Our four rules for deciding when to sell stocks
Three of our rules for selling a stock are applicable and the fourth rule is primarily relevant for dividend investing.
Sell Rule #1: The company’s long-term earnings power is impaired
Stock prices follow earnings over long time periods. According to Warren Buffett, “Our marketable equities tell us by their operating results – not by their daily, or even yearly, price quotations – whether our investments are successful. The market may ignore business success for a while, but eventually will confirm it.”
Put another way, companies that are able to grow in value over time will ultimately see their stock prices move up with earnings. The number one reason why we sell a stock is if we believe the company’s long-term earnings power has become permanently impaired.
These are some of the hardest judgment calls to make and they can make or break an investment’s return. If it was easy, we would be able to quickly identify and sell value traps while doubling down on high-quality stocks that have been unfairly beaten down.

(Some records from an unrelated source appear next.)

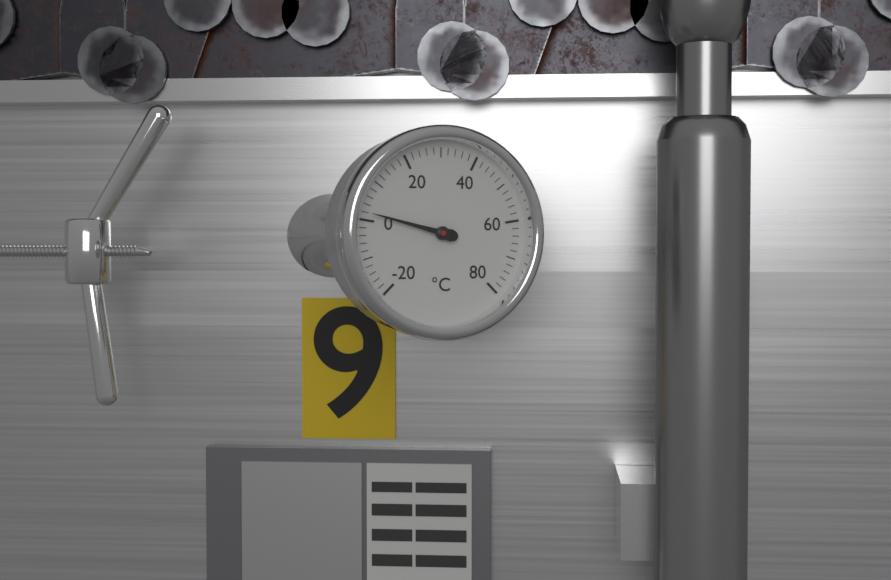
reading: 2 °C
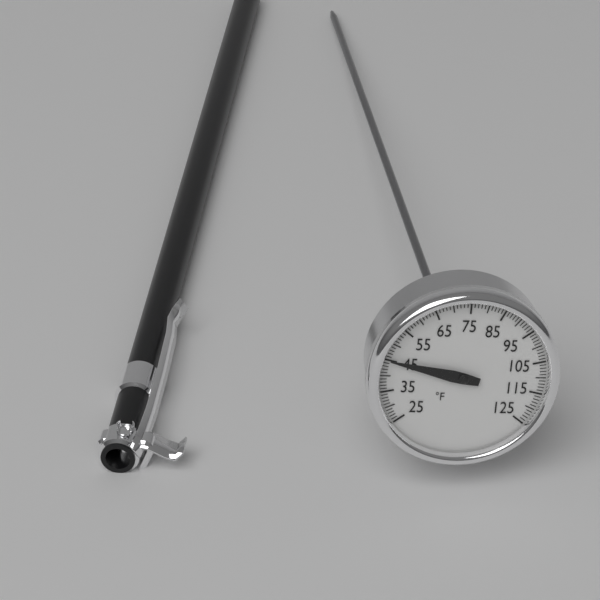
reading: 45 °F
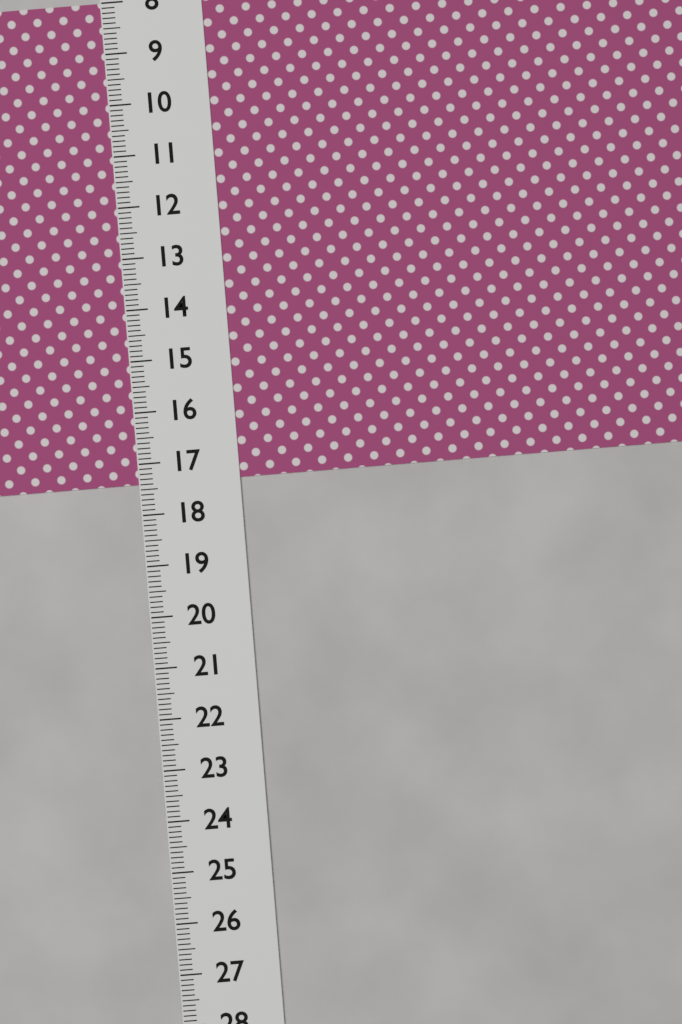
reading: 17.4 (no unit)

The best we can do is to try to understand the factors that are hurting the company today. Ask yourself if the reasons for the stock being weak are more likely to be transitory or permanent in nature. Issues such as currency headwinds or sluggish growth in the economy are likely to resolve themselves over the next year or two and could be buying opportunities, whereas changing consumer preferences or new competition could permanently impair a company’s long-term profitability.
Trying to place the factors hurting the company into one of these two buckets (transitory or permanent weakness) can refocus you on the fundamentals and help you better decide if you should sell your stocks or potentially add to your position.
Sell Rule #2: The stock’s valuation has reached excessive levels
If a company’s fundamentals are humming along as we hoped, we prefer to never sell. However, the price of a stock can deviate significantly from its intrinsic value for numerous reasons, many of which tie back to our emotional biases and herd mentality, which create rolling booms and busts. While this is just a general rule of thumb to help us stay aware of valuation risk, it can come into play for our next rule on when to sell stocks.
Sell Rule #3: We have a better investment idea
This is our favourite reason to sell. If a high-quality dividend stock suddenly becomes available at a more attractive price than one of our current holdings, we will consider making a swap.
Sell Rule #4: The safety of the dividend payment is at risk
As conservative dividend growth investors, we understand that a growing dividend is often the sign of a financially healthy and profitable business. Dividends also fund your retirements and passive income needs, so the last thing you ever want to experience is a cut to your dividends.
Many investors will immediately sell a stock after it decides to cut its dividend but you should do your best to get out before the reduction is made. Gauge the risk of a dividend cut by analysing a company’s free cash flow generation, payout ratios, debt levels, recession performance, near-term business trends and more.
Final thoughts
Knowing when to sell a stock is one of the biggest challenges investors face. Our emotions often handicap our ability to think rationally and we find ourselves pursuing short-term income and profit gains far too often – even when we call ourselves long-term investors.
Combating these dangerous tendencies is no easy task but following a simple plan that (1) puts us in an emotionally stable place where we can think rationally and avoid unnecessary trading activity; (2) takes a critical look at the driver’s impacting the stock’s underperformance, classifying them as either temporary or permanent concerns and (3) really commits us to a 10-year investment horizon that can significantly help our cause.